Too good to be true? Sometimes, yes, as the catch is in which type of business gets to sign a CPPA. It tends to be the same sort of company every time. Large, cash-rich, and demand steady enough to underwrite a contract running well over a decade. So, the question worth asking is a simple one: how do you make a deal like this work for the mid-market?

Why the door to CPPAs has stayed shut for some

The barriers to signing a CPPA are to do with size rather than demand.

A developer building a wind farm wants a buyer big enough to take a significant chunk of its output for ten or 15 years, and a single mid-sized firm just doesn’t have the volume to meet this criterion. Then there's the fact that renewable generation rarely turns up exactly when you need it, so there has to be an intermediary to manage supply/demand balancing and forecasting.

The organisation in charge of supply/demand also has to be ready to carry the risk if the two don't line up. A large corporate running one big site can absorb all of this fairly easily, but a business with a hundred smaller sites dotted around the country usually can't.

So, you end up in an awkward situation where organisations who are keen to shift to clean and renewable energy often have their hands tied.

Pooling demand to match a big buyer

There is, however, a way around this. OurCoop has recently signed a ten-year CPPA, pulling five independent co-operative societies into a single contract. Between them they will be supplied with 56 GWh of renewable electricity a year across more than 400 sites.

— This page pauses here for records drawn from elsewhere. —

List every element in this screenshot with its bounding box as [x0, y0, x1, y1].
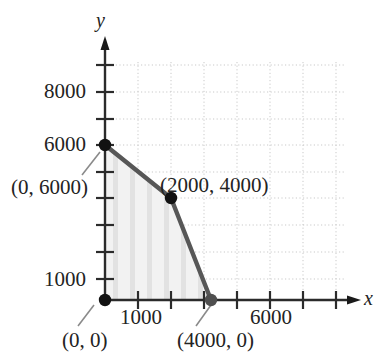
annotation-origin: (0, 0): [62, 330, 108, 351]
point-4000-0: [205, 294, 217, 306]
y-axis-arrowhead: [101, 36, 110, 50]
point-0-6000: [99, 139, 111, 151]
x-axis-tick-label-1000: 1000: [120, 307, 162, 328]
annotation-x-intercept: (4000, 0): [177, 330, 254, 351]
y-axis-name-label: y: [96, 10, 105, 30]
point-0-0: [99, 294, 111, 306]
x-axis-tick-label-6000: 6000: [250, 307, 292, 328]
x-axis-name-label: x: [364, 288, 373, 308]
annotation-kink-point: (2000, 4000): [160, 175, 269, 196]
y-axis-tick-label-8000: 8000: [44, 81, 86, 102]
y-axis-tick-label-1000: 1000: [44, 269, 86, 290]
x-axis-arrowhead: [347, 296, 361, 305]
annotation-y-intercept: (0, 6000): [11, 177, 88, 198]
y-axis-tick-label-6000: 6000: [44, 134, 86, 155]
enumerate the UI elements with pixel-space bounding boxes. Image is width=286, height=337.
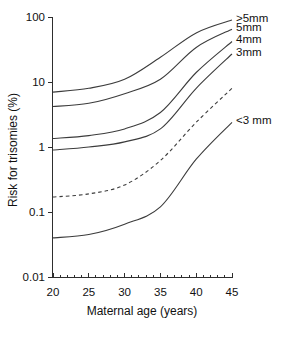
y-tick-label: 0.01 bbox=[23, 271, 45, 283]
curve-3mm bbox=[53, 122, 232, 238]
curve-label-3mm: 3mm bbox=[236, 46, 262, 58]
curves-group bbox=[53, 20, 232, 238]
curve-3mm bbox=[53, 54, 232, 150]
x-tick-label: 20 bbox=[47, 286, 60, 298]
y-tick-label: 0.1 bbox=[29, 206, 45, 218]
curve-label-5mm: 5mm bbox=[236, 21, 262, 33]
x-axis-ticks: 202530354045 bbox=[47, 273, 239, 299]
curve-label-4mm: 4mm bbox=[236, 33, 262, 45]
curve-labels-group: >5mm5mm4mm3mm<3 mm bbox=[236, 12, 271, 126]
x-tick-label: 45 bbox=[226, 286, 239, 298]
y-axis-ticks: 1001010.10.01 bbox=[23, 11, 53, 283]
x-tick-label: 25 bbox=[82, 286, 95, 298]
x-tick-label: 40 bbox=[190, 286, 203, 298]
curve-5mm bbox=[53, 20, 232, 92]
x-tick-label: 30 bbox=[118, 286, 131, 298]
y-tick-label: 100 bbox=[26, 11, 45, 23]
x-tick-label: 35 bbox=[154, 286, 167, 298]
chart-canvas: 1001010.10.01 202530354045 >5mm5mm4mm3mm… bbox=[0, 0, 286, 337]
y-tick-label: 10 bbox=[32, 76, 45, 88]
y-axis-title: Risk for trisomies (%) bbox=[6, 93, 20, 207]
curve-5mm bbox=[53, 29, 232, 106]
risk-trisomies-chart: 1001010.10.01 202530354045 >5mm5mm4mm3mm… bbox=[0, 0, 286, 337]
x-axis-title: Maternal age (years) bbox=[87, 304, 198, 318]
y-tick-label: 1 bbox=[39, 141, 45, 153]
curve-label-3mm: <3 mm bbox=[236, 114, 271, 126]
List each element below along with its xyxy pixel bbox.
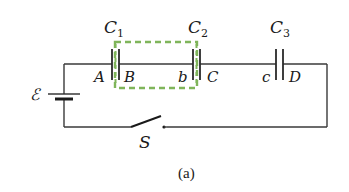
figure-caption: (a) bbox=[178, 165, 195, 182]
circuit-diagram: ℰ S C1 C2 C3 A B b C c D (a) bbox=[0, 0, 349, 192]
node-b-small-label: b bbox=[178, 68, 188, 86]
capacitor-c3-icon bbox=[276, 49, 283, 80]
node-b-label: B bbox=[123, 68, 135, 86]
node-c-small-label: c bbox=[262, 68, 271, 86]
battery-icon bbox=[48, 94, 80, 99]
node-a-label: A bbox=[92, 68, 105, 86]
switch-label: S bbox=[139, 132, 151, 152]
c3-label: C3 bbox=[270, 17, 290, 40]
switch-icon[interactable] bbox=[131, 116, 167, 129]
node-c-label: C bbox=[207, 68, 219, 86]
node-d-label: D bbox=[288, 68, 301, 86]
emf-label: ℰ bbox=[30, 85, 42, 104]
c1-label: C1 bbox=[104, 17, 124, 40]
c2-label: C2 bbox=[188, 17, 208, 40]
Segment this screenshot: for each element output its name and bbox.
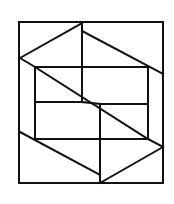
figure-segments bbox=[20, 23, 163, 183]
geometric-figure bbox=[0, 0, 174, 204]
bottom-right-slant-line bbox=[100, 147, 163, 183]
top-left-slant-line bbox=[20, 23, 82, 58]
middle-step-slant-line bbox=[82, 102, 100, 104]
right-lower-short-slant-line bbox=[148, 139, 163, 147]
left-lower-slant-top-line bbox=[20, 58, 35, 67]
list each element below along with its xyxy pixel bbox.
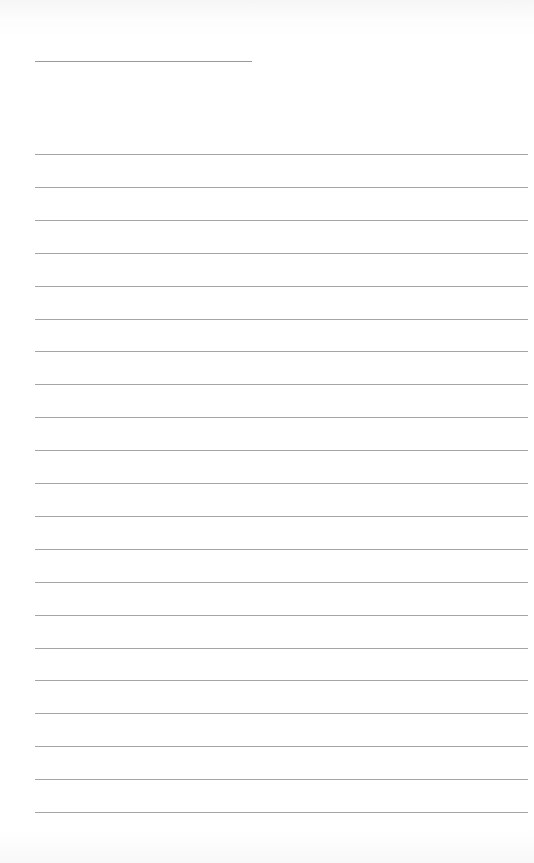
ruled-line xyxy=(35,746,528,747)
ruled-line xyxy=(35,615,528,616)
ruled-line xyxy=(35,417,528,418)
title-write-line xyxy=(35,61,252,62)
ruled-line xyxy=(35,384,528,385)
ruled-line xyxy=(35,154,528,155)
ruled-line xyxy=(35,187,528,188)
ruled-line xyxy=(35,483,528,484)
ruled-line xyxy=(35,286,528,287)
ruled-line xyxy=(35,319,528,320)
ruled-line xyxy=(35,220,528,221)
ruled-line xyxy=(35,779,528,780)
ruled-line xyxy=(35,713,528,714)
ruled-line xyxy=(35,253,528,254)
ruled-line xyxy=(35,450,528,451)
ruled-line xyxy=(35,516,528,517)
ruled-line xyxy=(35,549,528,550)
ruled-line xyxy=(35,680,528,681)
ruled-line xyxy=(35,812,528,813)
ruled-line xyxy=(35,582,528,583)
lined-paper-page xyxy=(0,0,534,863)
ruled-line xyxy=(35,351,528,352)
ruled-line xyxy=(35,648,528,649)
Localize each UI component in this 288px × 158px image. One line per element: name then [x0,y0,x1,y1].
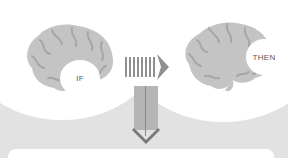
if-then-diagram: IF [0,0,288,158]
if-label: IF [60,60,100,96]
if-node: IF [20,20,118,98]
then-label: THEN [246,39,282,75]
down-arrow-icon [132,86,160,144]
result-box [8,149,274,158]
then-node: THEN [179,18,277,96]
striped-right-arrow-icon [125,54,173,80]
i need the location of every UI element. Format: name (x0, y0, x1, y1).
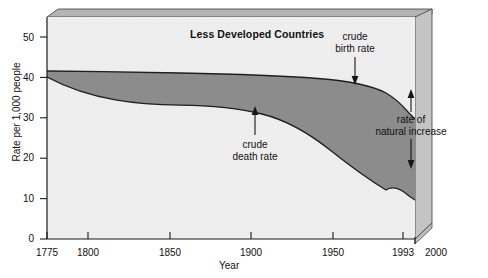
x-axis-label: Year (219, 261, 239, 271)
chart-title: Less Developed Countries (190, 29, 324, 40)
annotation-rate-of-natural-increase: rate of natural increase (366, 114, 456, 137)
annotation-natural-increase-line2: natural increase (375, 126, 446, 137)
y-tick-label-40: 40 (8, 73, 34, 83)
y-tick-label-0: 0 (8, 234, 34, 244)
y-tick-label-50: 50 (8, 33, 34, 43)
annotation-crude-birth-rate-line2: birth rate (335, 43, 374, 54)
x-tick-label-1950: 1950 (311, 248, 355, 258)
x-tick-label-2000: 2000 (414, 248, 458, 258)
y-tick-label-10: 10 (8, 194, 34, 204)
annotation-crude-death-rate-line1: crude (242, 139, 267, 150)
x-tick-label-1850: 1850 (148, 248, 192, 258)
x-tick-label-1775: 1775 (25, 248, 69, 258)
annotation-crude-death-rate: crude death rate (215, 139, 295, 162)
box-top-face (47, 9, 432, 17)
annotation-crude-birth-rate: crude birth rate (323, 31, 387, 54)
y-axis-ticks (40, 37, 47, 239)
annotation-natural-increase-line1: rate of (397, 114, 425, 125)
x-tick-label-1900: 1900 (229, 248, 273, 258)
y-tick-label-20b: 20 (8, 153, 34, 163)
x-tick-label-1800: 1800 (66, 248, 110, 258)
annotation-crude-death-rate-line2: death rate (232, 151, 277, 162)
annotation-crude-birth-rate-line1: crude (342, 31, 367, 42)
chart-figure: Less Developed Countries Rate per 1,000 … (0, 0, 488, 278)
y-tick-label-30b: 30 (8, 113, 34, 123)
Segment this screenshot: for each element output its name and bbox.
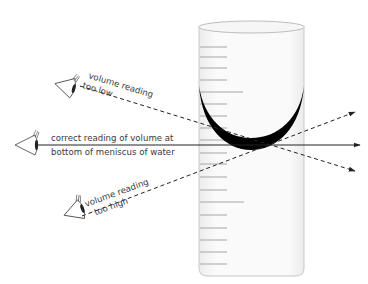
measuring-cylinder (199, 21, 305, 276)
eye-icon-middle (15, 130, 39, 155)
eye-icon-top (52, 69, 80, 99)
label-too-high: volume reading too high (83, 176, 153, 219)
label-correct-line1: correct reading of volume at (51, 133, 174, 143)
label-correct-line2: bottom of meniscus of water (51, 147, 175, 157)
label-too-low: volume reading too low (81, 69, 154, 110)
meniscus-diagram: volume reading too low correct reading o… (0, 0, 368, 284)
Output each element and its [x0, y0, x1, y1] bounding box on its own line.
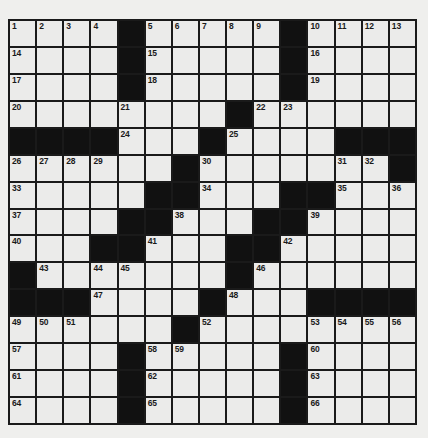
grid-cell[interactable] — [200, 236, 225, 261]
grid-cell[interactable] — [390, 48, 415, 73]
grid-cell[interactable]: 13 — [390, 21, 415, 46]
grid-cell[interactable] — [146, 290, 171, 315]
grid-cell[interactable]: 23 — [281, 102, 306, 127]
grid-cell[interactable]: 35 — [336, 183, 361, 208]
grid-cell[interactable] — [227, 210, 252, 235]
grid-cell[interactable] — [91, 398, 116, 423]
grid-cell[interactable]: 34 — [200, 183, 225, 208]
grid-cell[interactable]: 58 — [146, 344, 171, 369]
grid-cell[interactable] — [281, 317, 306, 342]
grid-cell[interactable] — [119, 156, 144, 181]
grid-cell[interactable]: 53 — [308, 317, 333, 342]
grid-cell[interactable] — [64, 236, 89, 261]
grid-cell[interactable]: 27 — [37, 156, 62, 181]
grid-cell[interactable]: 61 — [10, 371, 35, 396]
grid-cell[interactable] — [308, 156, 333, 181]
grid-cell[interactable]: 31 — [336, 156, 361, 181]
grid-cell[interactable]: 54 — [336, 317, 361, 342]
grid-cell[interactable] — [227, 317, 252, 342]
grid-cell[interactable]: 32 — [363, 156, 388, 181]
grid-cell[interactable]: 50 — [37, 317, 62, 342]
grid-cell[interactable] — [363, 398, 388, 423]
grid-cell[interactable] — [37, 75, 62, 100]
grid-cell[interactable] — [91, 102, 116, 127]
grid-cell[interactable] — [119, 183, 144, 208]
grid-cell[interactable]: 57 — [10, 344, 35, 369]
grid-cell[interactable] — [308, 129, 333, 154]
grid-cell[interactable]: 38 — [173, 210, 198, 235]
grid-cell[interactable] — [281, 263, 306, 288]
grid-cell[interactable] — [200, 344, 225, 369]
grid-cell[interactable] — [254, 183, 279, 208]
grid-cell[interactable]: 22 — [254, 102, 279, 127]
grid-cell[interactable]: 45 — [119, 263, 144, 288]
grid-cell[interactable] — [254, 290, 279, 315]
grid-cell[interactable] — [146, 156, 171, 181]
grid-cell[interactable] — [363, 210, 388, 235]
grid-cell[interactable] — [146, 263, 171, 288]
grid-cell[interactable] — [308, 236, 333, 261]
grid-cell[interactable] — [37, 102, 62, 127]
grid-cell[interactable]: 63 — [308, 371, 333, 396]
grid-cell[interactable] — [336, 236, 361, 261]
grid-cell[interactable]: 39 — [308, 210, 333, 235]
grid-cell[interactable]: 14 — [10, 48, 35, 73]
grid-cell[interactable]: 49 — [10, 317, 35, 342]
grid-cell[interactable]: 17 — [10, 75, 35, 100]
grid-cell[interactable]: 21 — [119, 102, 144, 127]
grid-cell[interactable] — [390, 371, 415, 396]
grid-cell[interactable]: 51 — [64, 317, 89, 342]
grid-cell[interactable]: 62 — [146, 371, 171, 396]
grid-cell[interactable] — [37, 344, 62, 369]
grid-cell[interactable] — [254, 129, 279, 154]
grid-cell[interactable] — [37, 48, 62, 73]
grid-cell[interactable] — [281, 156, 306, 181]
grid-cell[interactable] — [227, 398, 252, 423]
grid-cell[interactable]: 43 — [37, 263, 62, 288]
grid-cell[interactable] — [91, 344, 116, 369]
grid-cell[interactable]: 3 — [64, 21, 89, 46]
grid-cell[interactable] — [173, 236, 198, 261]
grid-cell[interactable] — [390, 398, 415, 423]
grid-cell[interactable] — [363, 263, 388, 288]
grid-cell[interactable] — [363, 344, 388, 369]
grid-cell[interactable] — [363, 48, 388, 73]
grid-cell[interactable] — [336, 398, 361, 423]
grid-cell[interactable] — [200, 102, 225, 127]
grid-cell[interactable]: 33 — [10, 183, 35, 208]
grid-cell[interactable]: 52 — [200, 317, 225, 342]
grid-cell[interactable] — [200, 263, 225, 288]
grid-cell[interactable] — [37, 183, 62, 208]
grid-cell[interactable] — [336, 102, 361, 127]
grid-cell[interactable] — [390, 75, 415, 100]
grid-cell[interactable] — [227, 371, 252, 396]
grid-cell[interactable] — [363, 371, 388, 396]
grid-cell[interactable]: 1 — [10, 21, 35, 46]
grid-cell[interactable]: 66 — [308, 398, 333, 423]
grid-cell[interactable] — [200, 371, 225, 396]
grid-cell[interactable]: 36 — [390, 183, 415, 208]
grid-cell[interactable]: 5 — [146, 21, 171, 46]
grid-cell[interactable]: 60 — [308, 344, 333, 369]
grid-cell[interactable]: 48 — [227, 290, 252, 315]
grid-cell[interactable] — [91, 48, 116, 73]
grid-cell[interactable] — [64, 210, 89, 235]
grid-cell[interactable]: 15 — [146, 48, 171, 73]
grid-cell[interactable] — [254, 75, 279, 100]
grid-cell[interactable]: 26 — [10, 156, 35, 181]
grid-cell[interactable]: 55 — [363, 317, 388, 342]
grid-cell[interactable] — [173, 75, 198, 100]
grid-cell[interactable]: 4 — [91, 21, 116, 46]
grid-cell[interactable] — [64, 183, 89, 208]
grid-cell[interactable] — [91, 210, 116, 235]
grid-cell[interactable] — [336, 344, 361, 369]
grid-cell[interactable]: 20 — [10, 102, 35, 127]
grid-cell[interactable] — [200, 48, 225, 73]
grid-cell[interactable] — [146, 102, 171, 127]
grid-cell[interactable] — [227, 183, 252, 208]
grid-cell[interactable] — [64, 344, 89, 369]
grid-cell[interactable]: 41 — [146, 236, 171, 261]
grid-cell[interactable] — [146, 317, 171, 342]
grid-cell[interactable] — [281, 129, 306, 154]
grid-cell[interactable]: 47 — [91, 290, 116, 315]
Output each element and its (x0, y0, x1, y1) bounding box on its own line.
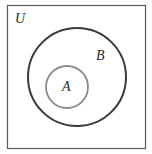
venn-diagram: U B A (0, 0, 152, 154)
set-a-label: A (61, 79, 71, 94)
set-b-circle (28, 28, 126, 126)
universe-label: U (15, 11, 26, 26)
set-b-label: B (96, 48, 105, 63)
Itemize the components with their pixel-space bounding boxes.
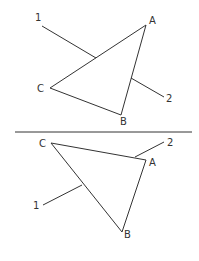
top-label-B: B — [120, 116, 127, 127]
triangle-diagram: A B C 1 2 A B C 2 1 — [0, 0, 199, 261]
bottom-leader-2 — [135, 142, 164, 157]
top-label-1: 1 — [35, 12, 41, 23]
top-leader-2 — [131, 78, 164, 97]
top-leader-1 — [42, 26, 96, 58]
bottom-label-B: B — [124, 229, 131, 240]
bottom-label-1: 1 — [33, 200, 39, 211]
bottom-label-C: C — [39, 138, 46, 149]
top-triangle — [50, 25, 146, 115]
bottom-triangle — [51, 143, 146, 232]
top-label-2: 2 — [166, 93, 172, 104]
top-label-A: A — [149, 15, 156, 26]
top-figure: A B C 1 2 — [35, 12, 172, 127]
bottom-figure: A B C 2 1 — [33, 137, 173, 240]
bottom-label-2: 2 — [167, 137, 173, 148]
top-label-C: C — [37, 83, 44, 94]
bottom-label-A: A — [149, 157, 156, 168]
bottom-leader-1 — [43, 185, 82, 205]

Putting the demand of several mid-sized organisations together means they can match the high volumes of a single large corporate. None of the five societies could have managed a CPPA on their own, but coming together to purchase energy collectively means they’ve unlocked benefits for their members, customers and the communities they serve.

Handling the complexity behind the scenes

But none of this works without the right support. One contract covering 400 sites and five different organisations means a fair amount of forecasting and risk to be managed every day.

That job lands on the supplier in the middle, lining up demand with the renewable supply being received. For that organisation it means working out how much power each site is likely to draw, keeping supply and demand in step as generation rises and falls, and shouldering the risk the buyers shouldn’t have to handle themselves.

Building flexibility in from the start is crucial. In this example, the five societies are nothing like each other. They vary in size, number of sites and ways of operating. The intermediary must be able to ensure they can deliver a tailored structure that supports different operational footprints, balancing the needs of different sized portfolios. It all comes down to ensuring rigidity is never part of the process. A structure that only holds together when every buyer looks identical isn't going to push us forward in the right way.

Enabling similar success across the industry

The same barriers that kept these co-ops out of the CPPA market also block huge parts of the economy, such as housing associations, NHS trusts and retailers. But coming together as a collective can change that. Organisations too small or too widely spread to sign a CPPA alone can work with others to reach the scale that makes a deal possible and share in the steadier prices and clean power benefits that come with it.

We can't meet the country's clean energy goals if we rely solely on good intentions from big businesses. If you run a number of sites and you've long assumed a deal like this isn't for you, it's worth another look. The model is up and running, and the organisations that move while it is still early are the ones that will lock in clean power and steadier prices, protecting themselves from market volatility caused by geopolitical uncertainty and unforeseen weather price shocks.